Joseph James DeAngelo, The Ex-Cop Who Operated As The Golden State Killer For Decades
For 40 years, the Golden State Killer’s identity remained unknown. Variously called the Visalia Ransacker, the East Area Rapist, and the Original Night Stalker, Joseph James DeAngelo publicly played the role of a family man and police officer and hid in plain sight.
From May 1973 to October 1979, Joseph DeAngelo worked as a cop in the Central Valley, all while married to a woman named Sharon Marie Huddle. But neither his employment by law enforcement nor his release from duty for misconduct stopped his crimes. Throughout the 1970s and 1980s, Joseph DeAngelo was responsible for at least 50 rapes and more than a dozen homicides spanning several counties.
He was charged for his crimes after true-crime author Michelle McNamara coined the name “Golden State Killer” and released her book I’ll Be Gone In The Dark, which was subsequently turned into an HBO series of the same name.
By the time California police discovered his identity, the statute of limitations had expired for most of DeAngelo’s crimes. But on June 29, 2020, he pleaded guilty to 26 charges of rape and murder, receiving 11 consecutive life sentences for the crimes he admitted to, plus an additional life sentence and eight years.

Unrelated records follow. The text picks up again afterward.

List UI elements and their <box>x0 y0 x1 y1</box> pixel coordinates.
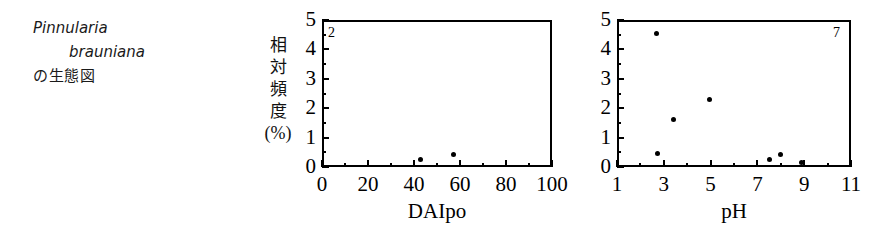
y-tick-minor <box>617 122 621 124</box>
x-tick-major <box>367 160 369 167</box>
y-tick-major <box>322 78 329 80</box>
y-axis-title-unit: (%) <box>258 122 298 144</box>
y-tick-label: 1 <box>294 127 316 148</box>
x-tick-label: 80 <box>486 174 526 195</box>
y-tick-minor <box>617 93 621 95</box>
data-point <box>767 157 772 162</box>
data-point <box>654 31 659 36</box>
x-tick-minor <box>827 163 829 167</box>
x-tick-label: 9 <box>784 174 824 195</box>
x-tick-minor <box>780 163 782 167</box>
y-tick-major <box>617 137 624 139</box>
y-tick-major <box>322 137 329 139</box>
y-tick-label: 5 <box>294 9 316 30</box>
y-tick-minor <box>322 93 326 95</box>
x-tick-major <box>551 160 553 167</box>
data-point <box>707 97 712 102</box>
figure-root: Pinnularia brauniana の生態図 相 対 頻 度 (%) 2 … <box>0 0 893 227</box>
x-tick-major <box>663 160 665 167</box>
y-axis-title: 相 対 頻 度 (%) <box>258 34 298 144</box>
x-tick-major <box>459 160 461 167</box>
x-tick-minor <box>639 163 641 167</box>
y-tick-minor <box>322 122 326 124</box>
plot-frame-daipo <box>322 20 552 167</box>
y-tick-major <box>322 166 329 168</box>
x-tick-major <box>850 160 852 167</box>
y-tick-major <box>322 107 329 109</box>
y-tick-minor <box>322 63 326 65</box>
y-tick-major <box>617 19 624 21</box>
y-tick-label: 2 <box>589 97 611 118</box>
x-tick-label: 40 <box>394 174 434 195</box>
y-tick-minor <box>617 34 621 36</box>
x-tick-major <box>616 160 618 167</box>
y-tick-label: 5 <box>589 9 611 30</box>
x-tick-label: 60 <box>440 174 480 195</box>
plot-frame-ph <box>617 20 851 167</box>
x-tick-label: 1 <box>597 174 637 195</box>
y-tick-minor <box>617 151 621 153</box>
x-tick-major <box>710 160 712 167</box>
y-tick-label: 4 <box>294 38 316 59</box>
y-axis-title-char-4: 度 <box>258 100 298 122</box>
x-tick-minor <box>528 163 530 167</box>
x-axis-title-daipo: DAIpo <box>322 200 552 222</box>
x-tick-major <box>756 160 758 167</box>
x-tick-label: 3 <box>644 174 684 195</box>
panel-number-label-daipo: 2 <box>328 26 335 40</box>
figure-caption: Pinnularia brauniana の生態図 <box>33 16 228 88</box>
y-tick-minor <box>322 151 326 153</box>
y-axis-title-char-3: 頻 <box>258 78 298 100</box>
x-tick-major <box>505 160 507 167</box>
y-tick-major <box>617 166 624 168</box>
y-tick-label: 4 <box>589 38 611 59</box>
x-tick-minor <box>733 163 735 167</box>
y-tick-minor <box>617 63 621 65</box>
panel-number-label-ph: 7 <box>833 26 840 40</box>
y-axis-title-char-2: 対 <box>258 56 298 78</box>
y-tick-major <box>322 19 329 21</box>
y-tick-major <box>617 48 624 50</box>
y-axis-title-char-1: 相 <box>258 34 298 56</box>
species-name-line-2: brauniana <box>33 40 228 64</box>
x-tick-label: 20 <box>348 174 388 195</box>
x-tick-label: 100 <box>532 174 572 195</box>
y-tick-label: 2 <box>294 97 316 118</box>
y-tick-label: 1 <box>589 127 611 148</box>
x-tick-label: 7 <box>737 174 777 195</box>
x-axis-title-ph: pH <box>617 200 851 222</box>
x-tick-minor <box>686 163 688 167</box>
x-tick-minor <box>344 163 346 167</box>
x-tick-major <box>413 160 415 167</box>
x-tick-minor <box>482 163 484 167</box>
y-tick-label: 3 <box>294 68 316 89</box>
y-tick-label: 3 <box>589 68 611 89</box>
y-tick-minor <box>322 34 326 36</box>
caption-japanese-text: の生態図 <box>33 64 228 88</box>
x-tick-label: 11 <box>831 174 871 195</box>
data-point <box>451 152 456 157</box>
x-tick-major <box>321 160 323 167</box>
y-tick-major <box>617 78 624 80</box>
y-tick-major <box>617 107 624 109</box>
y-tick-major <box>322 48 329 50</box>
x-tick-minor <box>436 163 438 167</box>
species-name-line-1: Pinnularia <box>33 16 228 40</box>
x-tick-label: 0 <box>302 174 342 195</box>
x-tick-minor <box>390 163 392 167</box>
x-tick-label: 5 <box>691 174 731 195</box>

Between April 1974 and December 1975, DeAngelo is believed to have been a burglar who ransacked over 100 homes in Visalia, California, just 11 miles away from the town of Exeter, where he worked as a cop. He mostly rifled through his victims’ possessions, scattering women’s underwear throughout the house and taking small souvenirs.
The following year, he earned his name as the East Area Rapist by breaking into homes in and around Sacramento for research and planning, prepping them for his later invasion. He targeted single women and then moved on to couples, invading their homes in the middle of the night and forcing the men to watch as he raped the women.
He would hide and make it seem like he left, only to later reemerge from the shadows and continue.
By 1978, he had committed his first two known homicides, killing Brian and Katie Maggiore after invading their home. When he moved his attacks to Southern California in the 1980s, he became known as the Original Night Stalker. No one believed these crimes had been committed by the same person.
In her book, written before she died in 2016, McNamara suggested that DNA would eventually lead to his capture. She turned out to be correct. In 2018, California investigators found several of his family members through genetic genealogy and homed in on DeAngelo, charging him with numerous rapes and murders dating back decades.
And in 2020, he pleaded guilty to avoid the death penalty and was sentenced to life. Joseph DeAngelo was 74 when he was finally put behind bars. He will die in prison.